#Leonie is a woman in her 40s, she could be your neighbor. After her divorce, she builds her new life. With neighbor Mandy she has dinner appointments of the good kind: Mandy cooks! Love also comes around the corner again, with all the consequences that this entails..

Eventually, she sent Mandy a message saying she'd make it tonight. At 7:30, Judith knocked on the door. She had a shopping bag with her. “I got you some groceries, you sounded confused, and I didn't know if it was a flu or something. I thought: maybe you're too sick to go to the shops”. Judith walked the bag to Leonie's kitchen and put it on the counter. She took out a couple of bananas, a pack of orange juice, some biscuits. “But I don't think you have the flu,” she said to Leonie, who had stayed in the doorway. “No, it is not,” Leonie said in a hostile voice. Leonie repacked himself and walked confidently into the kitchen. “Do you want coffee?” she asked Judith. That nodded.

When they were sitting in the living room together, Leonie made an attempt to tell Judith what was going on. But it just didn't work. She couldn't get the words out her mouth. So she left in the middle what exactly was playing and hinted them towards the children and Erik and his new girlfriend. That she had been lying awake almost all night and therefore had not been able to come to work. Judith felt that she shouldn't ask any further, so she started talking about her vegetable garden and that she had sown the peas and the capuchins this week. She got so excited about that, that the weird feeling that was hanging between them soon disappeared. Leonie had nothing to do with gardens, let alone a vegetable garden, but she always thought it was funny how excited it got Judith. And honestly, she got some of the harvest from Juith's vegetable garden and those were the most delicious peas she had ever tasted.

At nine o'clock Judith left again, and Leonie sat alone on the couch again. Why didn't she trust Judith with her worries? She was sure that Judith would deal with it confidentially and not react strangely. Yet something had kept her from telling her. Leonie decided it was because she was in the denial phase herself. An hour later, she was still on the couch. And yet she had to lose her story! She kept walking in circles with her thoughts, she needed someone else's input. She grabbed her cell phone and appapped Ilse. Immediately she got nervous. Help! Help! What if she responded? Maybe Ilse was already in bed or she was busy with other things and she stopped looking at her phone. Part of Leonie hoped for that.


◆ **TASK ITEM**:
Using the records provided below, locate and copy each line that contains the word "left".

_ _ _ _

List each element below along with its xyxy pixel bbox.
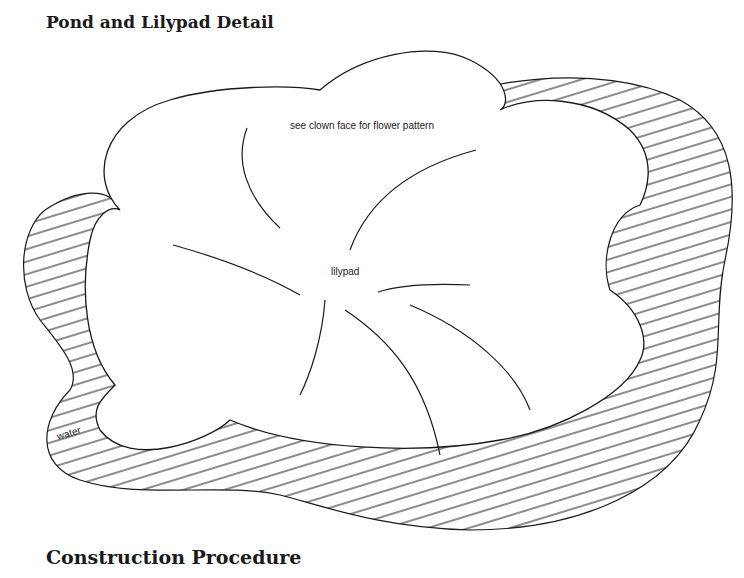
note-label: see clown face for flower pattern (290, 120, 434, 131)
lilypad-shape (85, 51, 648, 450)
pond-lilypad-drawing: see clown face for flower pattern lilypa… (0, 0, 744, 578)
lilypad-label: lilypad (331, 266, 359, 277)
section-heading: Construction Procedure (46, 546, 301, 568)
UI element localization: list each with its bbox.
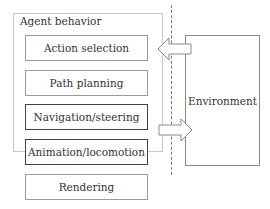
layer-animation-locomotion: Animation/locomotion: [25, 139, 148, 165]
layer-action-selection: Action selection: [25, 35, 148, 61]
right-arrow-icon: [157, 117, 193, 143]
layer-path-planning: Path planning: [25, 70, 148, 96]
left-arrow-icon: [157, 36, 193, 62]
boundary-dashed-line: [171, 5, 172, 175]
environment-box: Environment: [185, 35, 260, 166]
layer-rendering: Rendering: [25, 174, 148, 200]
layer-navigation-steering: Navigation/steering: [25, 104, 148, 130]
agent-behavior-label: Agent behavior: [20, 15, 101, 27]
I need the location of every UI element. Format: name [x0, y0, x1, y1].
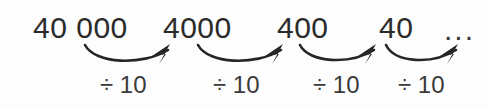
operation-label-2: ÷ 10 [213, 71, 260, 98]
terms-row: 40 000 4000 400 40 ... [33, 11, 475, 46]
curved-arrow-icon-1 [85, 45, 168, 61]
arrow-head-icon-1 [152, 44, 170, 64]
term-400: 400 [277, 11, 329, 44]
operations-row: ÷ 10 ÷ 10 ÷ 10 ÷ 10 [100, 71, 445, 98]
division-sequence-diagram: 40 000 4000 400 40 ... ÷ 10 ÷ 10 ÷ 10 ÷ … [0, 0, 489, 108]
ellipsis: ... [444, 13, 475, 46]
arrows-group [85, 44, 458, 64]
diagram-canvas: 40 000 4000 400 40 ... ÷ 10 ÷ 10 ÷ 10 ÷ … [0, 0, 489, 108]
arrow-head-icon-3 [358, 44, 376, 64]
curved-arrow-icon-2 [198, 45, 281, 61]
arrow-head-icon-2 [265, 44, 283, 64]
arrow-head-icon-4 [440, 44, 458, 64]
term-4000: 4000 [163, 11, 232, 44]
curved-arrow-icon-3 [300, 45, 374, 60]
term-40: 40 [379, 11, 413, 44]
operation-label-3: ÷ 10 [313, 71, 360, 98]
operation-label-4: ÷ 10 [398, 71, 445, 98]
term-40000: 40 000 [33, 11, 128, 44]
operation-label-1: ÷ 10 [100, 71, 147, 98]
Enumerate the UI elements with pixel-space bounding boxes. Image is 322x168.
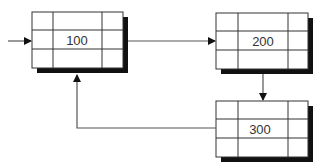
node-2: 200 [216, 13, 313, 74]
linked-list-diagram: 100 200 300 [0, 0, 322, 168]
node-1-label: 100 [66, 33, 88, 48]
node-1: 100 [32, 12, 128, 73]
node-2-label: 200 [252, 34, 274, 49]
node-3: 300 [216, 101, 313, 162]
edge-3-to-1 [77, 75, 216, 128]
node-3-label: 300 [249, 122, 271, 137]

_ _ _ _

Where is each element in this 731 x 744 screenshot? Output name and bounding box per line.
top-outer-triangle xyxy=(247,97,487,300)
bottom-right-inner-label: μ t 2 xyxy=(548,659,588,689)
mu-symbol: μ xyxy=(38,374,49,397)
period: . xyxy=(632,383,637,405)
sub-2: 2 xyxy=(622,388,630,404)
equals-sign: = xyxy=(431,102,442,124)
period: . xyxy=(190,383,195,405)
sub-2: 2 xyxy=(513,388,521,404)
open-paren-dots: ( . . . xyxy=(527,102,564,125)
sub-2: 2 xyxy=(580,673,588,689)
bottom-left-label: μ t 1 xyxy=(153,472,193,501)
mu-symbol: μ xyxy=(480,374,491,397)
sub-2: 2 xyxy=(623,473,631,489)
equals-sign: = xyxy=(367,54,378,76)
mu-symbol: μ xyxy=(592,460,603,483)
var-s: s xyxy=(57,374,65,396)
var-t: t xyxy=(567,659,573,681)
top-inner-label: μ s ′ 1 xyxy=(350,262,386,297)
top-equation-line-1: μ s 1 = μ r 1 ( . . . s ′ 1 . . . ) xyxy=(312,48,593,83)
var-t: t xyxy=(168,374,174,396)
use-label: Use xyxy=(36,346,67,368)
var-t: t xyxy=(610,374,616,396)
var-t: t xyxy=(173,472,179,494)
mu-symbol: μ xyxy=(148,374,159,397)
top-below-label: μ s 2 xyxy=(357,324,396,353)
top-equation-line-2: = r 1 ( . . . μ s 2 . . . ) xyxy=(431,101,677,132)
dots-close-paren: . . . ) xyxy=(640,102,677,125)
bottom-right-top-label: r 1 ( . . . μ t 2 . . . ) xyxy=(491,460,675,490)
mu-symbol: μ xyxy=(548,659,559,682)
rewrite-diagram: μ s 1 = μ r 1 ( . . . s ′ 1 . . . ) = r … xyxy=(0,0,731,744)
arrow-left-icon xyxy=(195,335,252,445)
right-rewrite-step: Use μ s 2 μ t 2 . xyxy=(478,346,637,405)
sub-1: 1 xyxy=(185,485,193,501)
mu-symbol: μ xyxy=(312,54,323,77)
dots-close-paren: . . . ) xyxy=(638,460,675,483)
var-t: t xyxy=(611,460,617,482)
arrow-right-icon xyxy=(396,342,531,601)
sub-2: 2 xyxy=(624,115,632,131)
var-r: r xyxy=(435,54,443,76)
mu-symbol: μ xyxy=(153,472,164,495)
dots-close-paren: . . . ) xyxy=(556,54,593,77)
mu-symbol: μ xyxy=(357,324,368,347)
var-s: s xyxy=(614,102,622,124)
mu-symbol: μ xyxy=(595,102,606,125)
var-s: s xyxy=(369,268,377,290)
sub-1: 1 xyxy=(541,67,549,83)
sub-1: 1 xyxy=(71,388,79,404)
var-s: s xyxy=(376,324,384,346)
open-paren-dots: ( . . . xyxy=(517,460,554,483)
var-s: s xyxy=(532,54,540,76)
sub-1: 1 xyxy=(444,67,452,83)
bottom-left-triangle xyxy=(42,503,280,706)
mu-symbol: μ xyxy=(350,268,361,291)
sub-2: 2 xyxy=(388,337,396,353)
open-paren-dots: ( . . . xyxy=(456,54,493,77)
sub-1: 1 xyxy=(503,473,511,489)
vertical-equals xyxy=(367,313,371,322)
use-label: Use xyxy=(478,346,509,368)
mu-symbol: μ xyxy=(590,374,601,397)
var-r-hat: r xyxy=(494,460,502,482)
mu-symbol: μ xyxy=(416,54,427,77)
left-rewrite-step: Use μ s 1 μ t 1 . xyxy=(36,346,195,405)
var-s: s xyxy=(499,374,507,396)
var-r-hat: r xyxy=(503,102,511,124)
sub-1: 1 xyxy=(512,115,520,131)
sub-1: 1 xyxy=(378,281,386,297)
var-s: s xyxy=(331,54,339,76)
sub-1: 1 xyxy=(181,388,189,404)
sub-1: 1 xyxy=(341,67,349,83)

_ _ _ _

◆ **TASK RESPONSE**:
left-arrow-icon: [157, 36, 193, 62]
bottom-left-label: μ t 1 xyxy=(153,472,193,501)
arrow-left-icon xyxy=(195,335,252,445)
bottom-left-triangle xyxy=(42,503,280,706)
left-rewrite-step: Use μ s 1 μ t 1 . xyxy=(36,346,195,405)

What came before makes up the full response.